Back with the triumvirate of Grace, faith, and work, I see the primacy of God's grace in human redemption. It is not by man's power that man is saved but by God. In the question of sola scriptura, there is a need to ask if God's grace can only be found in and limited to scripture. In the teaching of sola fide, there is a need to ask if man's faith is equal to God's grace. In the idea of working our way to heaven, there is a need to ask if we all have the energy to finish such work.

We need to discover the graces that God has peppered into our existence that we may be saved. It could be the Communion within the Church, the Sacraments, our loved ones, our daily tasks, or even this internet connection we now enjoy. It is the ultimate generosity and love of God that saves.

There is so much to discover. There is so much to treasure.

Such is the love of God - unmerited and lavish.

Thursday, January 23, 2014

A Higher Call for Extra-ordinarili-ness

First, what was that word?

We often quote St John Bosco on the popular slogan among Bosconians, "Do your ordinary duties extraordinarily well". The sentence is engraved in every Bosconian's heart and soul but interestingly, the phrase is not original of Don Bosco but is often said by him.

For most of us, it means putting our best foot forward in everything that we do. That is how the sons of Don Bosco became known to be talented and skilled people. Most Salesians would explain it that way and I have grown up understanding it that way. For most, our human effort of turning the ordinary into extra-ordinary is truly sanctifying for such good, or would I say best, works are pleasing to God's eyes.

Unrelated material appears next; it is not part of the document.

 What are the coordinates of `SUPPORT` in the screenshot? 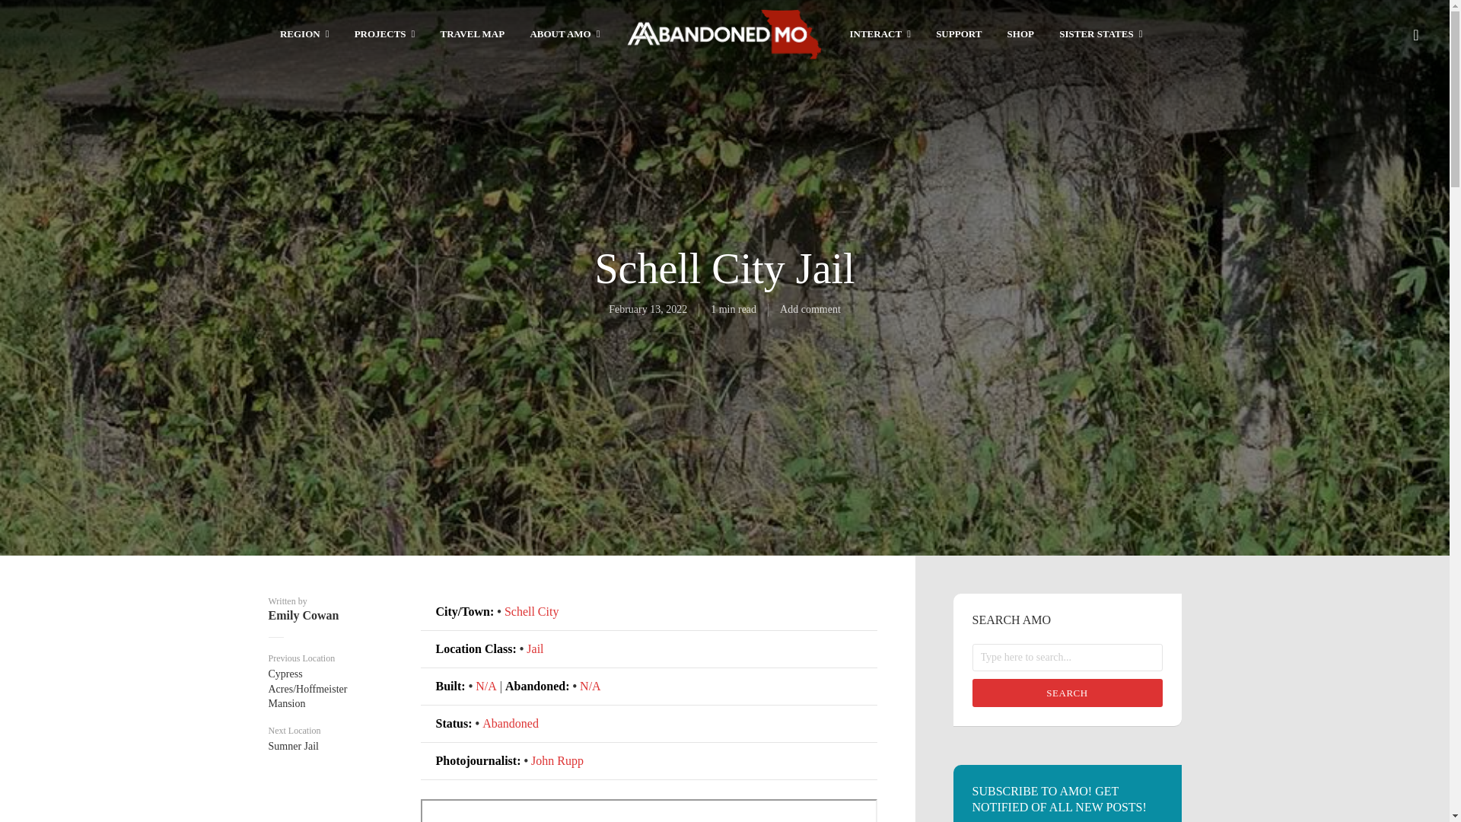 It's located at (958, 35).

In an ordinary breakfast, Fr Fidel and I were happily discussing the aspirants' schedule of the day, to do's, chores and work until the conversation ended up here. He gave me a strong argument to challenge the common understanding of the saying.

The phrase could also mean that, in a higher perspective, those who are in God's grace are given the power to do things extra-ordinarily beyond the level of what they normally can. It is no longer us who does the extra-ordinary, putting a notch higher the mundane things we do, but it is God who empowers us to do much more than what we possibly can.

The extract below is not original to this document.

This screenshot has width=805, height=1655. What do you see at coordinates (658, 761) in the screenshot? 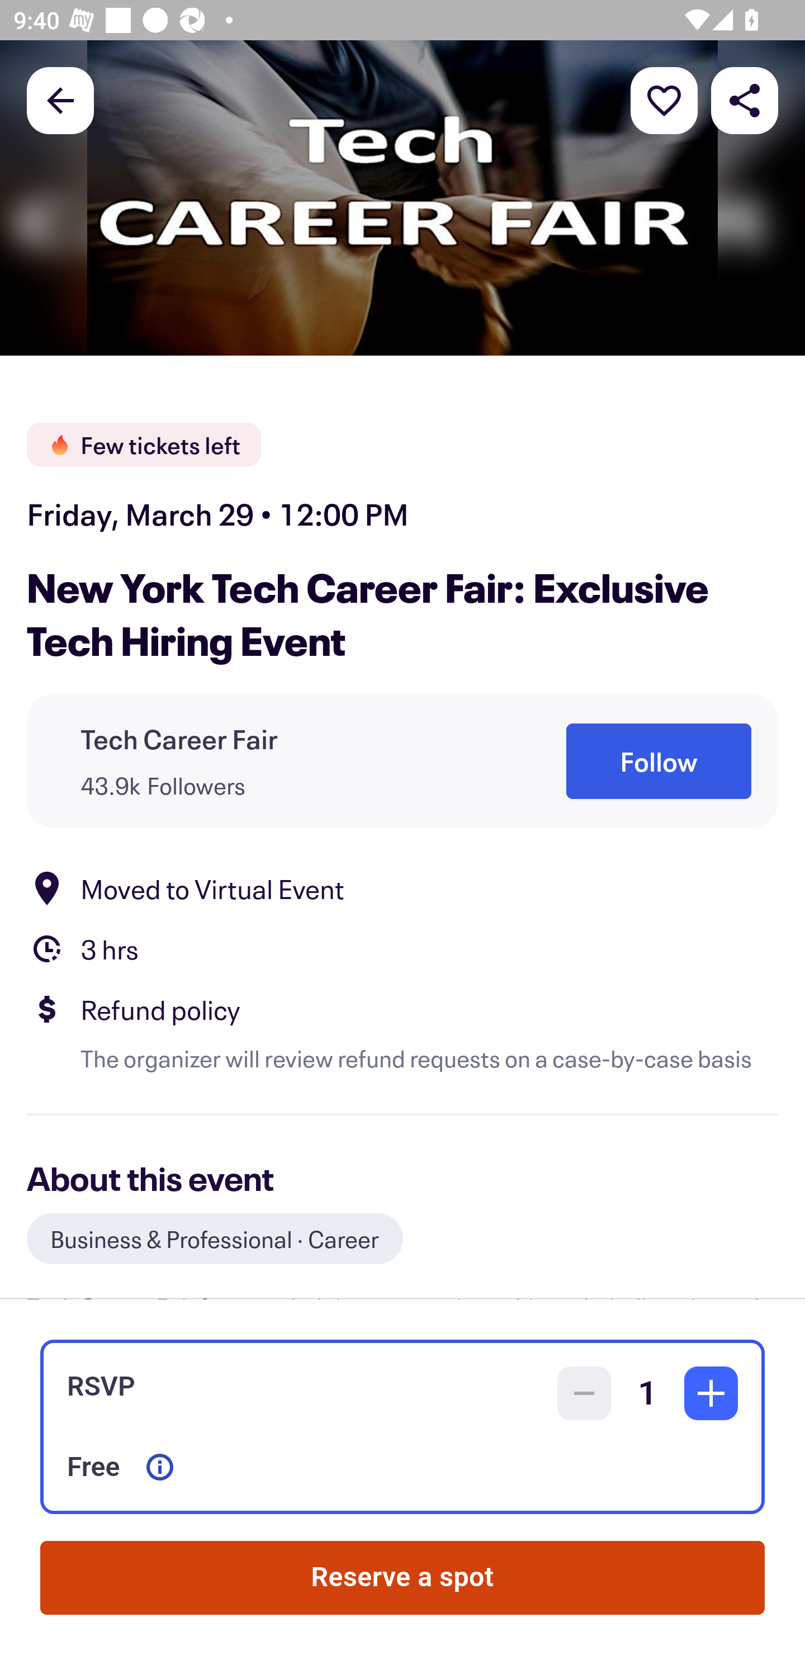
I see `Follow` at bounding box center [658, 761].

It was the little Johnny Bosco of Becchi who stunned the world. A humble peasant from an obscure village in northern Italy rose to become an influential figure in the Church and state, rightly earning during his time the title "living saint". A boy who received not the best of education became one of the best educators. St John Bosco's story of success is a powerful testament to the grace of God who lifts up the humble from their lowliness to seat them with kings and nobles.

Now back to the saying. Can we then say that the saying is a higher and stronger challenge to stay in the grace of God which empower us to transcend our normality towards the extra-ordinary? This is something more theologically sound since it is not by man's effort that he sanctifies himself but through the generous and unmerited love of God.

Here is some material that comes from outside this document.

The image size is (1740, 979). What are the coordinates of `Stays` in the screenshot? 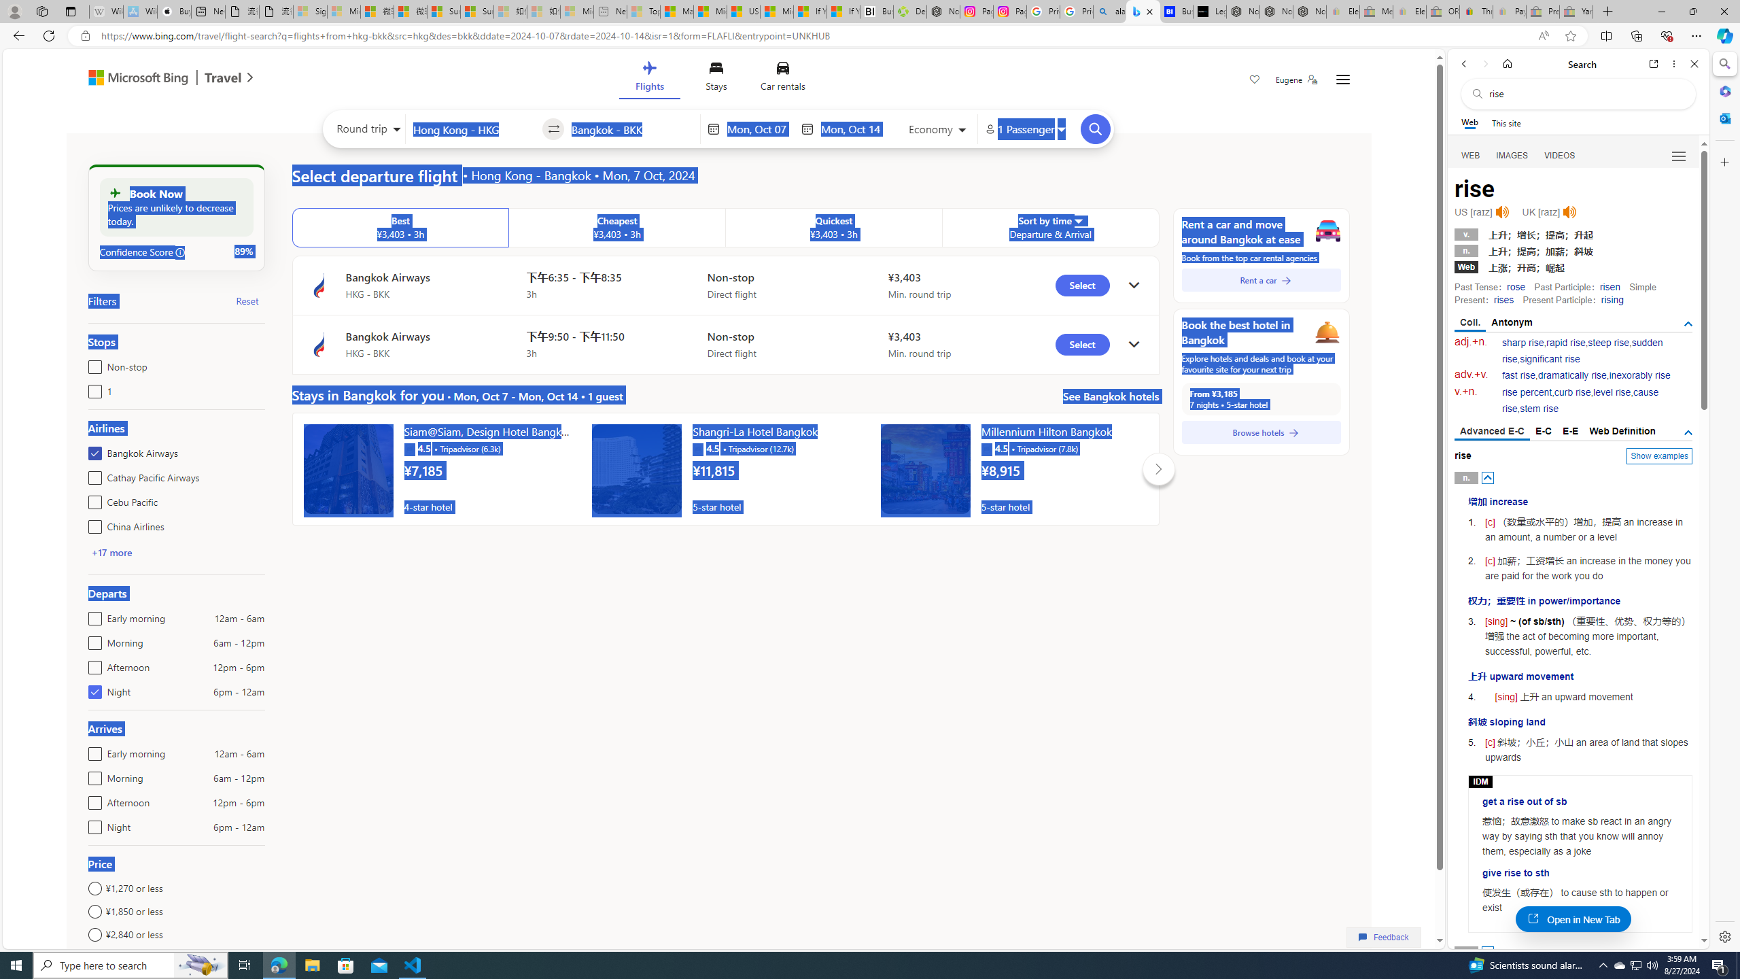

Should we accept this paradigm shift, then Don Bosco must have asked for his sons and daughters to stay in the grace of God always, that they may witness to the "normal" world the extra-ordinariness of God. When we have followed his advice of frequent Confession and Communion, a spiritual director and confessor by our side, and a real friendship with Jesus and Mary, then we can stay in God's grace. And the extra boost of extra-ordinarili-ness will come not just from our own effort but also from the empowering love of God.